Why I Call Bull#@&% On “Product Marketing”

…And what it takes to be a genius marketer no matter the product

In early April, I was talking with a younger colleague who was seeking advice about what titles he could legitimately apply for – he is midway through his career and has held roles in Growth and Brand strategy. I am lucky enough to have worked with this young man for the better part of his career. He is an exceptionally bright marketer, strategist and business mind with an MBA from an Ivy League school and 10 years of experience. And yet, he was being shut out of interviews which called for a “product marketing manager.”

 Last week, I spoke with another friend – one of the most brilliant minds in marketing. I know first-hand as I have worked with him on and off since we were young strategists at Deutsch in NY together. This brand and strategic visionary is being shut out of interviews for senior leader roles he is extremely qualified for because he does not have a “product marketing” background.

 “It's even hard to pin down a singular definition of product marketing,” shares Mark Lewis, CMO at Tres Agaves Products. “But whether it is focused on product positioning, key benefits, competitive analysis, launch plans or marketing to customers, it seems like it’s indistinguishable from other marketing. In short, it seems to be code for "we want tech experience” because you couldn't possible market tech without it, which is just not true.”

This harkened back to a recent “impassioned” conversation I had with a CEO who wanted me to hire a “product marketer” for a centrally human services platform business that didn’t require deep technology chops, or a unique set of understanding and skills. It was a basic marketing problem we were trying to solve. I pushed back.

“What is the difference between a plain old marketing expert and a product marketing expert? Don’t all marketers market a product, even if it is a service product? Aren’t the fundamentals of basic marketing at play? Know your customer, know your product and map that knowledge to messaging, pricing and media channel?”

 I mean it isn’t really brain science.

 Don’t get me wrong. I get the gist of the origin of the product marketing role in the purest form. This person understands how to bridge the gap between technical product features and the activation of the features against a user base. If the title were being specifically used for a highly technical product whereby you, the marketer, are defining and adding features, then driving awareness and adoption of those highly complex features – maybe the title could make sense.

 But even then, it is still just marketing.

 “This is also a question of diversity,” add Lewis. “If companies only hire from a fixed pool of tech "product" marketers, they won't get the benefit of other perspectives or techniques. More diverse people and sets of experience unquestionably leads to better marketing. Hire people who know how to understand an audience and bring the right combination of strategic rigor and creativity to marketing. The rest can be learned.” 

In the end, the new title of “product marketing” is just one more way technologists have infiltrated the highly-proven, age old practice called marketing and repopulated it with meaning, thus making people somehow feel locked out, less capable or unqualified. And yes, it leads to more white tech hiring more white tech.

I call BS. And I am not afraid to take on the tech industry who has eroded away the beauty of marketing, what great marketing is and what it takes to be a great marketer.

 In my opinion, a great marketer needs to have three fundamental superpowers:

  1. The desire to unpack the details of the product they are marketing to the enth degree, whether it is a product you are intimate with or not. Whether you are marketing green beans or the latest complex financial technology (and I speak form the experience of having done both!), the process is the same. Dive deep and know everything there is to know about the product in its current state and in its innovation. The difference here between good and great is passion! What products are you most passionate about deeply understanding and can you embrace that product fully? It has nothing to do with anything more than that.

  2. The ability to deeply listen to and empathize with your customers – to find the heart and meaning between their needs and your product offering. A genius marketer has the gift of hearing what others can’t. They hear the stories in data, in customer experience feedback, in research. And they translate that into stores of inspiration. It matters less that they know a product but more that they can connect a product to its customers in the most impactful way.

  3. Translate the bridge between the product and the customer into the right message in the right media at the right time at the right price. It’s age old marketing, folks. A great marketer will craft a media mix that is integrated to creative message and supercharges it at the most efficient cost and ROI. They test and plan and retest. Again, whether it is green beans or financial technology – the process of taking a product to market is the same.

 A great marketer knows how to dissect and “become the product” they are working on at the meta level. They know how to translate any product into a story. And they know how to accelerate adoption and activation. If they don’t, they are not a great marketer – whether their title says “product marketing,” or not.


- WHAT TO DO
Would you set down the data that follows, word for word, without any pictures?

[Extracts from a graphics dataset]
╔══

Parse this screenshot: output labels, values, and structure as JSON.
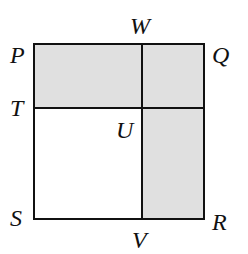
{
  "diagram": {
    "type": "geometry-figure",
    "colors": {
      "shade": "#e0e0e0",
      "stroke": "#111111",
      "background": "#ffffff"
    },
    "square": {
      "left": 34,
      "top": 44,
      "right": 204,
      "bottom": 219
    },
    "divider_x": 142,
    "divider_y": 108,
    "points": [
      {
        "id": "P",
        "label": "P",
        "x": 10,
        "y": 63
      },
      {
        "id": "W",
        "label": "W",
        "x": 130,
        "y": 34
      },
      {
        "id": "Q",
        "label": "Q",
        "x": 212,
        "y": 63
      },
      {
        "id": "T",
        "label": "T",
        "x": 10,
        "y": 116
      },
      {
        "id": "U",
        "label": "U",
        "x": 116,
        "y": 138
      },
      {
        "id": "S",
        "label": "S",
        "x": 10,
        "y": 226
      },
      {
        "id": "V",
        "label": "V",
        "x": 132,
        "y": 248
      },
      {
        "id": "R",
        "label": "R",
        "x": 212,
        "y": 230
      }
    ],
    "shaded_regions": [
      "PQ-top-band",
      "UV-right-column"
    ]
  }
}
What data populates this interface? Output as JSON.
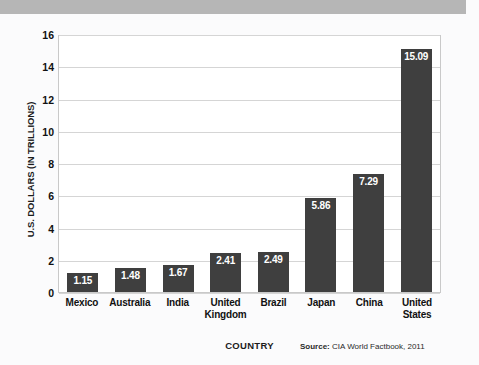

╚══

- THE COMPLETED TASK
Parse this screenshot: output labels, values, and structure as JSON.
{
  "diagram": {
    "type": "geometry-figure",
    "colors": {
      "shade": "#e0e0e0",
      "stroke": "#111111",
      "background": "#ffffff"
    },
    "square": {
      "left": 34,
      "top": 44,
      "right": 204,
      "bottom": 219
    },
    "divider_x": 142,
    "divider_y": 108,
    "points": [
      {
        "id": "P",
        "label": "P",
        "x": 10,
        "y": 63
      },
      {
        "id": "W",
        "label": "W",
        "x": 130,
        "y": 34
      },
      {
        "id": "Q",
        "label": "Q",
        "x": 212,
        "y": 63
      },
      {
        "id": "T",
        "label": "T",
        "x": 10,
        "y": 116
      },
      {
        "id": "U",
        "label": "U",
        "x": 116,
        "y": 138
      },
      {
        "id": "S",
        "label": "S",
        "x": 10,
        "y": 226
      },
      {
        "id": "V",
        "label": "V",
        "x": 132,
        "y": 248
      },
      {
        "id": "R",
        "label": "R",
        "x": 212,
        "y": 230
      }
    ],
    "shaded_regions": [
      "PQ-top-band",
      "UV-right-column"
    ]
  }
}
What data populates this interface? Output as JSON.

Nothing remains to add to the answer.